In the spirit of the New Year, and taking inspiration for the "Linux New Year's Resolution", go ahead and post your programming (coding) New Year's Resolution.
Mine is to learn Java and start on C++.
In the spirit of the New Year, and taking inspiration for the "Linux New Year's Resolution", go ahead and post your programming (coding) New Year's Resolution.
Mine is to learn Java and start on C++.
Maybe to finally learn some MDX and DAX; or just skip it and go look at R instead.
Mine is to redo the GUI on some software I wrote that is still in use.
Learn MEAN stack.
Would you happen to mind sharing what the software is? :)
its some software that helps Adams State University's mailroom keep track of all barcoded mail on the college campus. its quite interesting. i have an update server for it, as well as a error server so i get logs from it. surprisingly they still use it. it needs a new GUI pretty badly. mostly for the settings. i am very slow on development with it now a days. mostly when i get on break from school i get something done with it. recently i began working on further seperating the GUI and backend code.

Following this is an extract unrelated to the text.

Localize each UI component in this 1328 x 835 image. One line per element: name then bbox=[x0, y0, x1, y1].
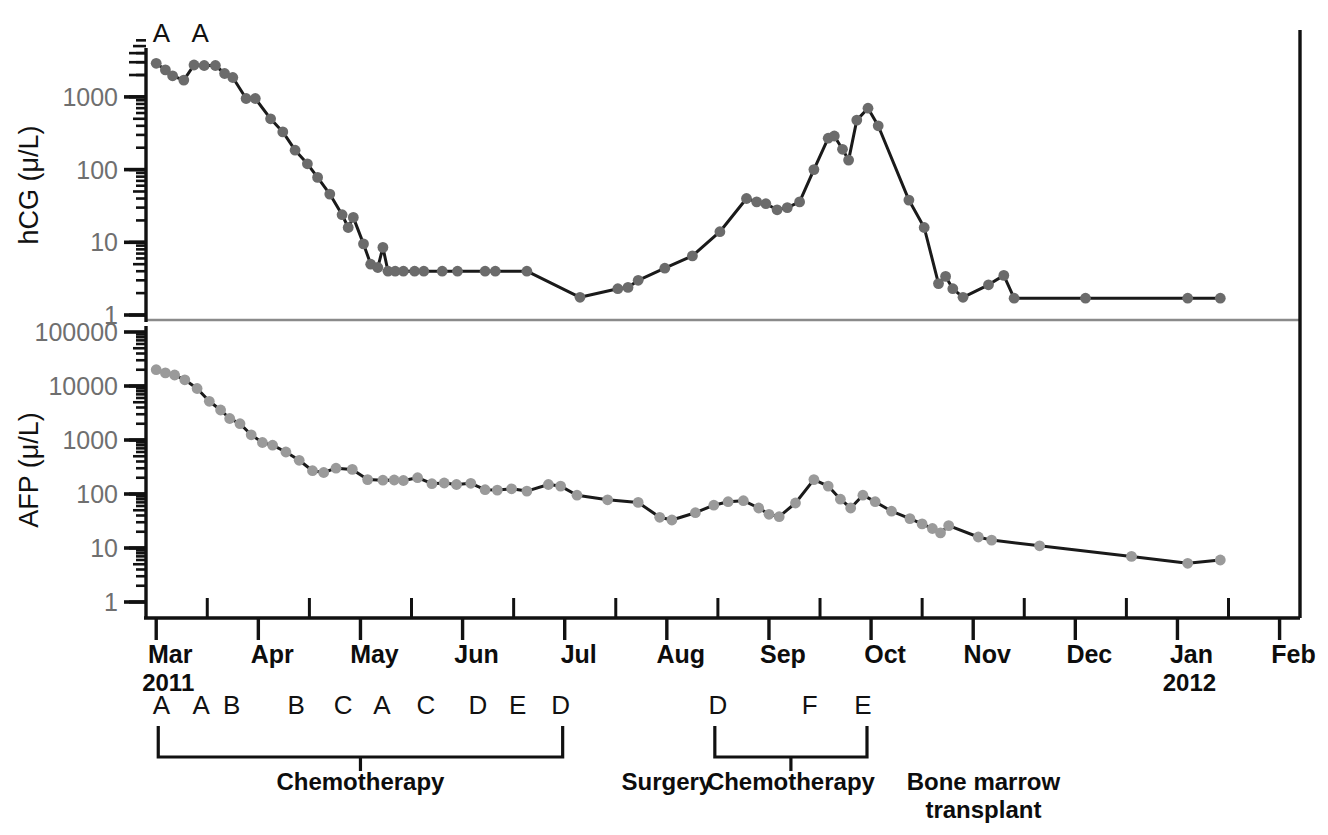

That's some pretty awesome stuff you got there man! Have you ever thought about collaborating with other students to work on it? It might help keep the code maintained properly and could even give you leeway to expand the software to other Universities that are looking for something like this.
if you notice in the readme, this is the rewrite that i did alone. the original project was me and two other students. it was our first time for many things. 1 dealing with source control. 2 working in a team. 3 having a proper design (sort of proper). not only that but we had something that we actually had to deliver. the other two students, one went on to work as an NSA intern, and the other graduated. i maintained the system for a year with the old source code and then finally just said screw it and started over, ground up, with only my knowledge from the previous work to help me. i would like to expand it to other universities, it has a lot of great features i think. one of which is that it can operate entirely on a single system with zero internet connection. only three things that use internet are the software update, log posting, and email notification. those are all optional features and i think can be turned off (if not i will fix that). when i talked to one of my previous professors he told me to consider pursuing polishing the program up and then making it a commercial endeavor. not something i am super interested in, i kinda more prefer the free aspect of it. but if you want to work on it, or find something wrong then please fork, change and submit a pull request. that is why i dont want to pursue it commercially. then i feel like i have to take away from the world.
and on that note thats the other thing i should work on is getting like gradle or something so compiling the project is little easier for other people
Great one on making it that way. A lot of really good software is being ditched because it won't function without an internet connection. One example I can think of is in the video game industry. I paid $60 for Titanfall. I played it once and never touched it again because I couldn't play on LAN and there was no single player story mode.
Two things regarding commercialization:
There are certain pieces of software (like Easeus Partition Master and Ninite) that offer versions of their software that are free and then the paid versions, have a few more features. However, these extra features, are ones that would only apply to businesses anyway.
You don't even have to make the software paid. You can simply charge the Unis for setting up the software in their system and keeping it updated for them. In this business model, you can keep the software itself completely free (open source and free as in free beer) and get paid to work on it.
Gradle sounds like a really robust piece of software. I hope it can deliver!
that is a good point. products like Citrix XenServer are free but if you want certain support features then you pay for them. i could kinda do the same thing. the program it self is free but if you want custom development or additional support then i could charge.
I'm starting this year with a linux dual boot! woot!
(debian - Awesome wm)
This year I want to shift all my development over to linux. I've been preparing and finding linux solutions for about a year now.
This year I want to learn and refine my JavaScript as well as learning Polymer. I want to better understand some of the common resources use in web app development such as Grunt, Bable, Gulp and others.